Stanley argued Smith’s actions leading up to his arrest no more tended to violence than many other people’s behavior at that raucous meeting, and so did not meet the legal standard for disorderly conduct.Stanley pointed to testimony that the woman with whom Smith argued approached him first, calling his daughter a liar and threatening to ruin his business. Smith leaned toward the woman, clenching one fist at his side, and called her an expletive.
Stanley said that amounted to protected free speech.
“While Smith was at an intense School Board meeting that was discussing a policy issue that had a direct impact on the School Board policy that caused the harm to his daughter, he was no agitator, but rather he was only responding to a provocateur who was saying horrible things to him about his family,” Stanley’s motion argues.
And because this is northern Virginia, the judge had to put his two cents’ worth in as well.
Judge James Howe Brown denied that motion, sending the appeal to trial set for Sept. 25. Smith has requested a jury trial.
“I think he’s lucky he didn’t get slapped, never mind arrested,” Brown said.
“The problem with our justice system across our land is it’s no longer fair. It’s not fair,” Smith said after the hearing. “I’ll keep fighting this and I will win. But in the meantime, it’s just more pain on me and my family. It just holds back our healing, it’s ridiculous, our governor needs to step up and do something.”
“How the f— does a judge say I deserve to be slapped?” he added.
Well, today, Governor Glenn Youngkin did indeed “step up and do something” before the appeal went before a jury trial in two weeks. During an interview this morning with Fox News’ Shannon Bream, Youngkin announced that he had pardoned Scott Smith (comments begin at 7:46).
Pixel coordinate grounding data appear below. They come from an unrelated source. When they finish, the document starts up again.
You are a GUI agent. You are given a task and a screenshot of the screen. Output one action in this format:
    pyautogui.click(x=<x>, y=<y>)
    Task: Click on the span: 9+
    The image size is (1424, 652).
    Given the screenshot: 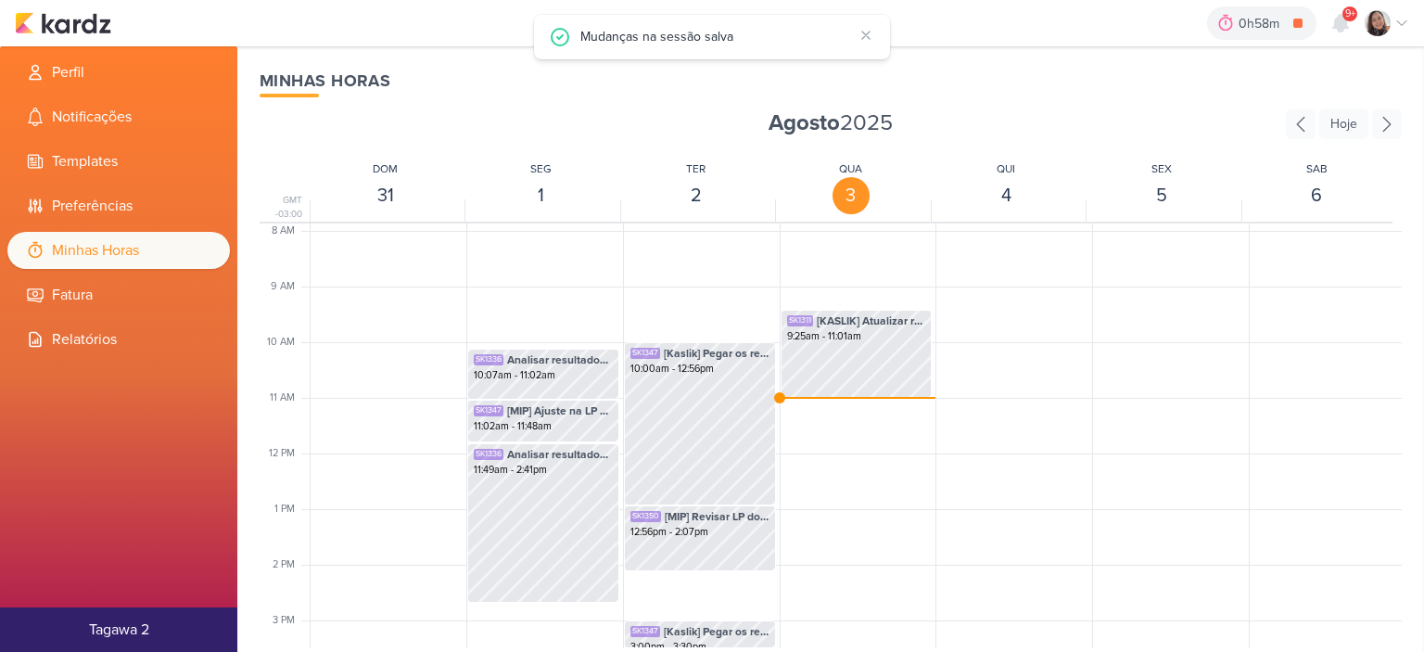 What is the action you would take?
    pyautogui.click(x=1350, y=14)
“I spoke with Mr. Smith on Friday, and I had the privilege of telling Mr. Smith that I will pardon him, and we did that on Friday,” Youngkin said. “We righted a wrong. He should’ve never been prosecuted here. This was a dad standing up for his daughter.”
“His daughter had been sexually assaulted in the bathroom of a school, and no one was doing anything about it,” he continued adding that the school superintendent has “covered it up.”
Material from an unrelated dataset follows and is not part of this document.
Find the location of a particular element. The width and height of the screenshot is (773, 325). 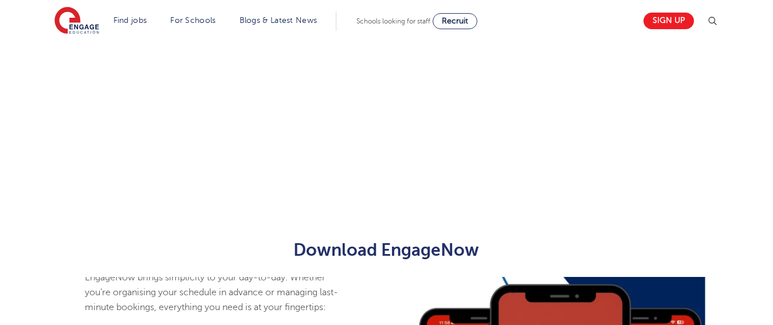

a: Blogs & Latest News is located at coordinates (278, 20).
The pardon was indeed issued on Friday, and can be read here. Scott Smith thanked Governor Youngkin over Twitter/X today once he made the announcement.
https://twitter.com/scottsm25937858/status/1700866737342656629
Good for Governor Youngkin for issuing the pardon and ending this farce for the Smith family. However, the justice system in this country is now bent on lawfare, and the left has spent a lot of time getting themselves elected into state and commonwealth attorney’s positions. And in those positions, they are able to make ordinary people’s lives miserable and cause a lot of damage. And Republicans and sane Democrats need to start paying attention to these races at the local level in order to bring sanity back to the justice system.
Featured image: Glenn Youngkin via Flickr, cropped, Attribution-ShareAlike 2.0 Generic (CC BY-SA 2.0)
Now the governor needs to remove that corrupt judge and prosecute the school board.
Check your autocorrect. I think you meant to say “send them swimming in a wood chipper.”